On his face he could not hide his dejection and sullenly he removed his dress, tossed it aside like a kerchief and stated blankly, "to hell with it," before leaving.

A hushed gasp crept around the dining table.

"The spirit has left him," one portly woman declared.

"And the devil himself has taken its place," said another portlier woman.

With this Sir Thomas Aquinas was struck from his seat where he methodically had been constructing a Jesus Christ out of his mashed potatoes placed fiercely across his T-bone steak.

"He is lost," said a third even portlier woman.

"Then there is nothing we can do," said Sir Thomas Aquinas, "but destroy him before he does to us!"

With haste the table disbanded and a stake was raised in the nearest field. Word spread quickly and townsfolk began gathering twigs and branches with such excitement and anticipation that some mistook their intent and also brought with them marshmallows and graham crackers.

The poor boy was caught easily and tied firmly to the stake. The townsfolk piled the wood high around him and crowded near with anxious eyes. King James himself came before the crowd with a widely lit torch.

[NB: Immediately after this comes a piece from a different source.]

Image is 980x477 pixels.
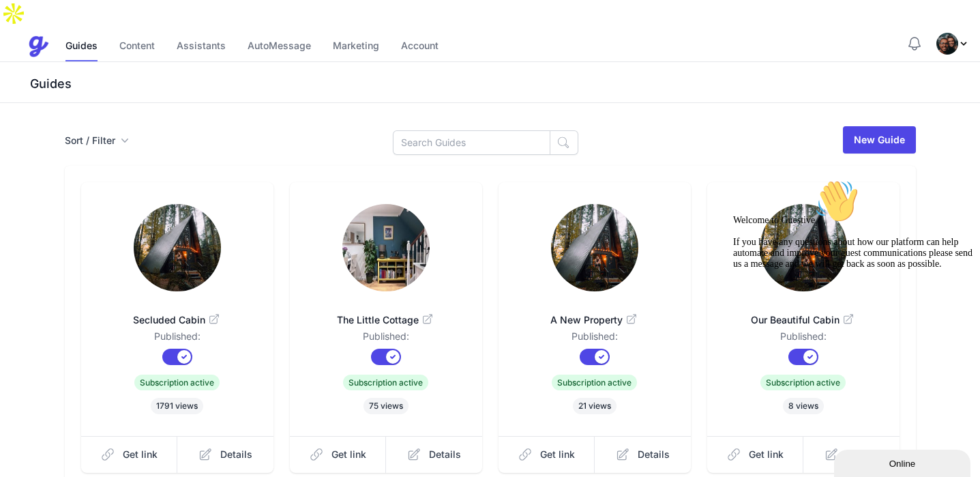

"With the arrival of this boy," he said, "we thought we had found something wonderful."

King James turned toward the boy with a large wave of his torch and looked heavy into his eyes with a penetrating hatred. without losing such gaze, he leaned in to light the fire.

From several directions a small wind picked up an earthen powder and dispersed it into the air. Before the flame could reach the kindling King James fell to his knees in a coughing fit and a thick cloud of dust fully encompassed the crowd.

All that could be seen amid the dense storm was the frightened boy, and at thirds to him, the three corpulent women.

"We always carry a lot of powdered foundation," said one of the women, winking at the boy.

"At our age it's essential," said the second.

"And powdered always travels better," said the third.

With the quickness of devotion the women replaced the boy with a likeness made of nothing but irises.
















Such was the beauty that the townspeople had found in the boy that they could not distinguish him from the flowers and rubbing their eyes proceeded to cheer as King James set his likeness ablaze.

As the irises burned, the crowd found that the sweet smell of the conflagrant flowers reminded them inextricably of the ocean and of children and at once they were struck by a wave of sentimental nostalgia, and in a few of them, alas but only a few, a small hammer of guilt panged desperately at their hearts.